One little girl asked, "Do you think we will live in a peaceful world?" Margot answered, "To begin with, I do not think that peace is the natural state of the world. We all know that birds, fish and animals kill and eat each other. Most human beings eat meat, fish and fowl, which have been killed. And, human history has been a constant struggle of one group of people against another. However, this is not to say there is no caring, nurturing and peace-making in the world. There is, and we can see it amongst wild animals as well as human beings.

"But there is a different way to answer the question," she went on.

"I believe, I know, that peace is possible inside you. If you practice peace, you can develop a peaceful place within you.

"And how do you practice peace? By being aware, noticing what is happening at the moment, giving it your full attention. You learn to become aware of your body and notice the signals it gives you if you are becoming tense or agitated. You pay attention to your breathing, focussing on it to help calm anger or nervousness. So, you gain control over your actions and reactions."

She concluded, "You can choose to act and speak peacefully.
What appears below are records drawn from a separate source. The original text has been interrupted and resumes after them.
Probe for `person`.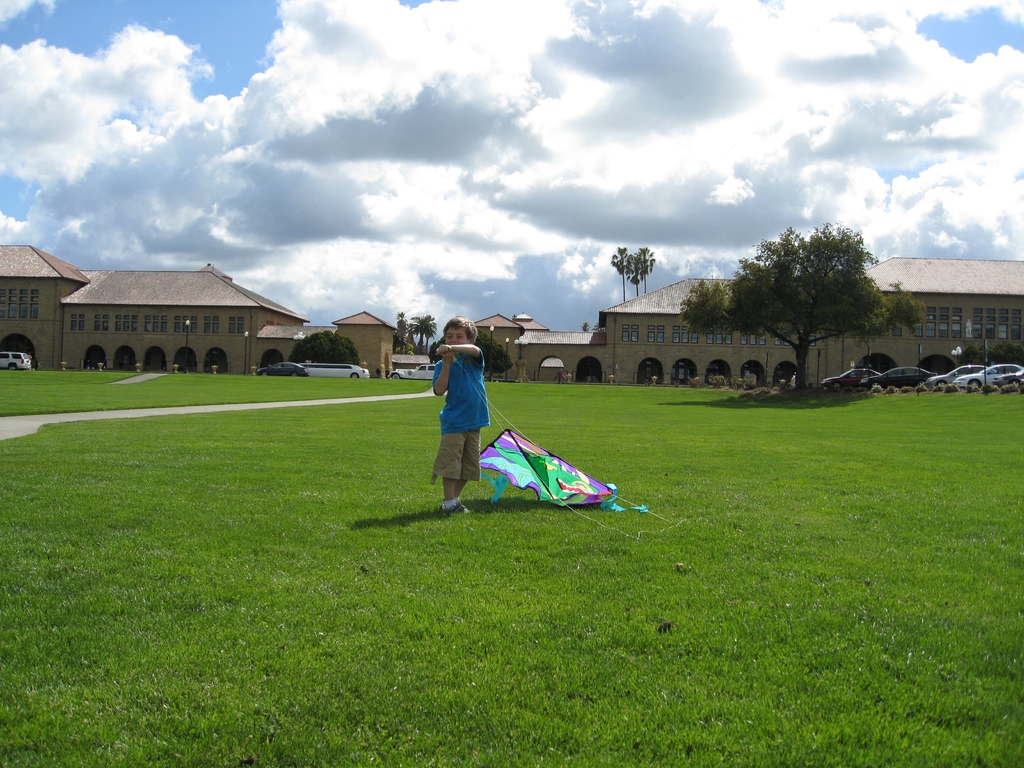
Probe result: BBox(424, 316, 492, 514).
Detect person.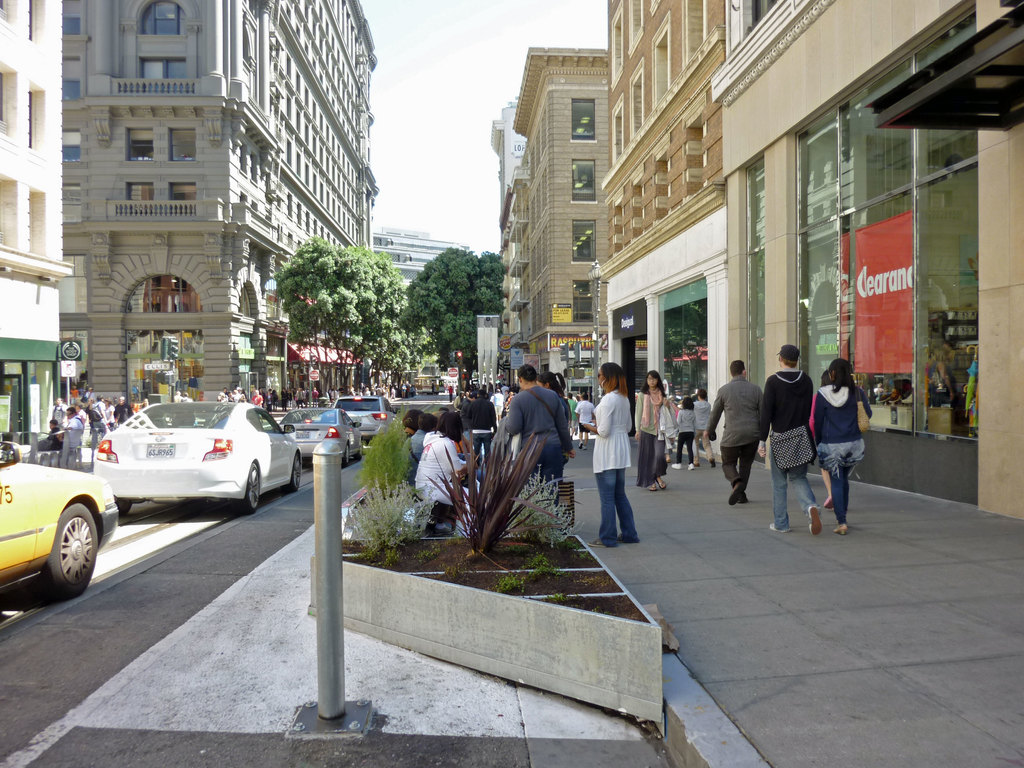
Detected at <box>396,419,416,454</box>.
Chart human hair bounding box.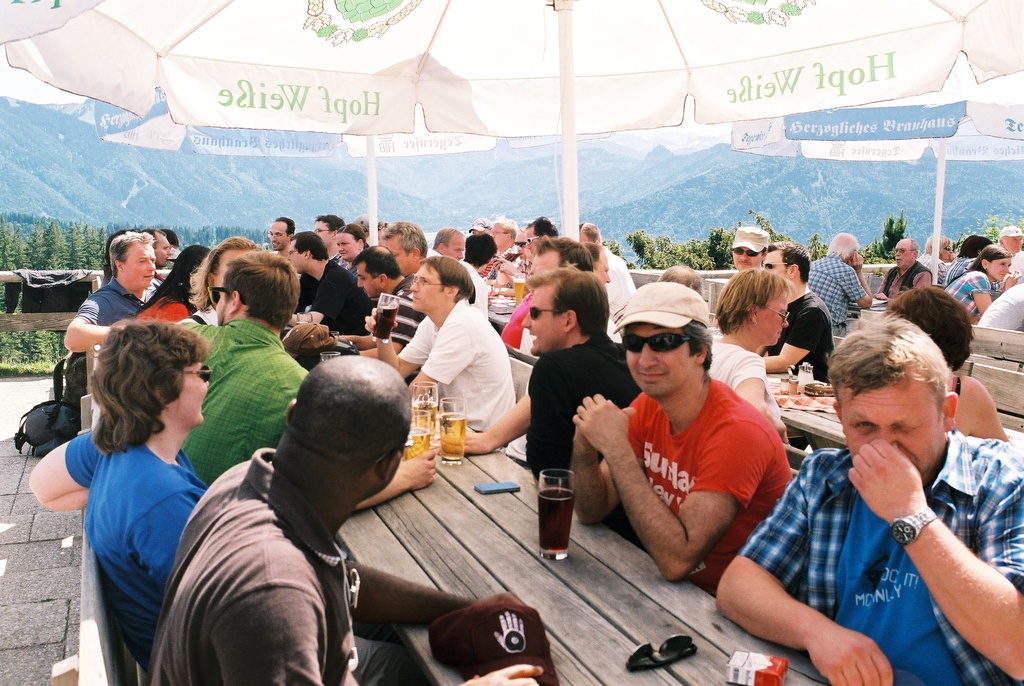
Charted: bbox=(377, 228, 429, 272).
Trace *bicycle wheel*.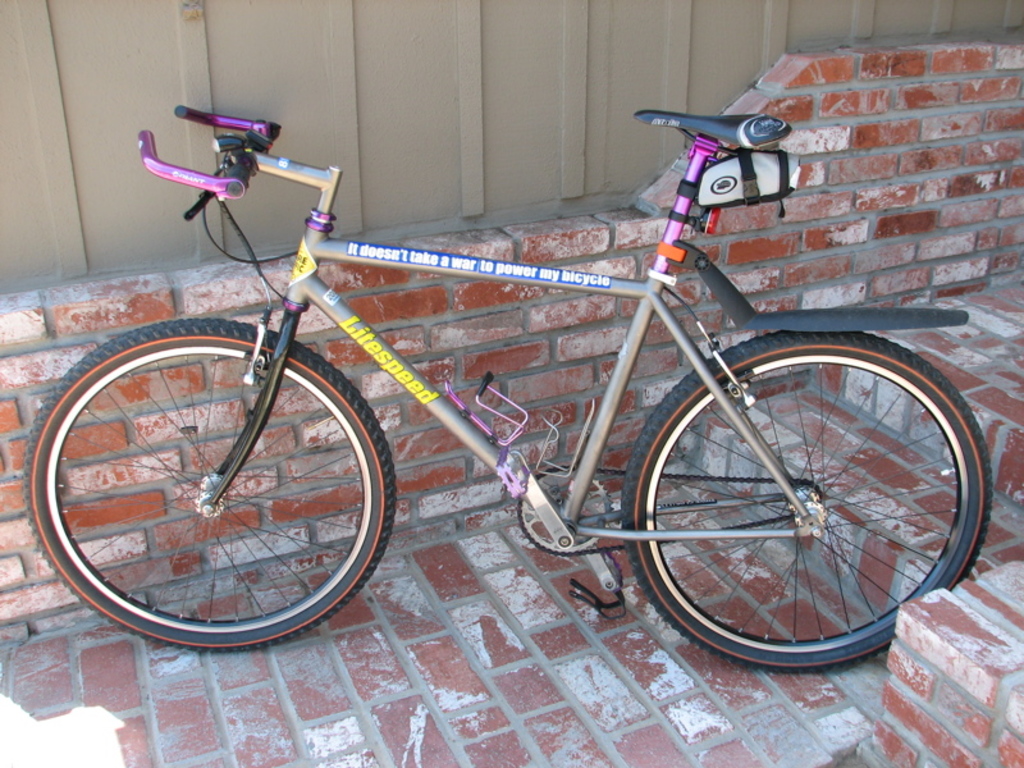
Traced to box(37, 324, 385, 657).
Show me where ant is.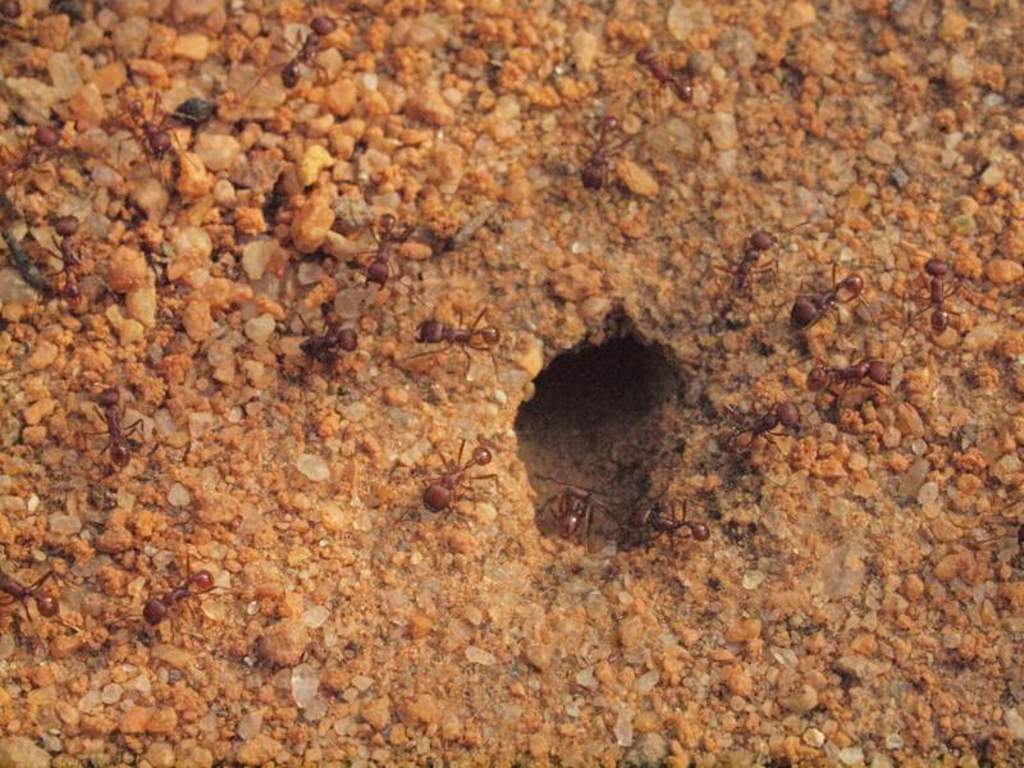
ant is at region(124, 81, 193, 165).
You can become an island of peace, touching and changing the world with your peaceful presence.

"Rita, you asked me if I think we will ever live in a peaceful world. My answer is: No, I do not. But I do think you can live in a peaceful way in this world, and that will make all the difference." Good work, Margot!!

So that's my message for this morning. And remember that I am talking as much to myself as to you.

One: Do reasonable things to protect yourself and don't feel guilty for doing what seems reasonable.

Two: Do something that helps you feel you are contributing to the effort to save our city, our country, and even the future of humanity. And

Three: Recognize that, finally, events are out of our hands, and that it is important to develop that inner self Margot speaks of, that has a measure of peace, whatever else happens.

May we each find that peace to carry us through. Amen.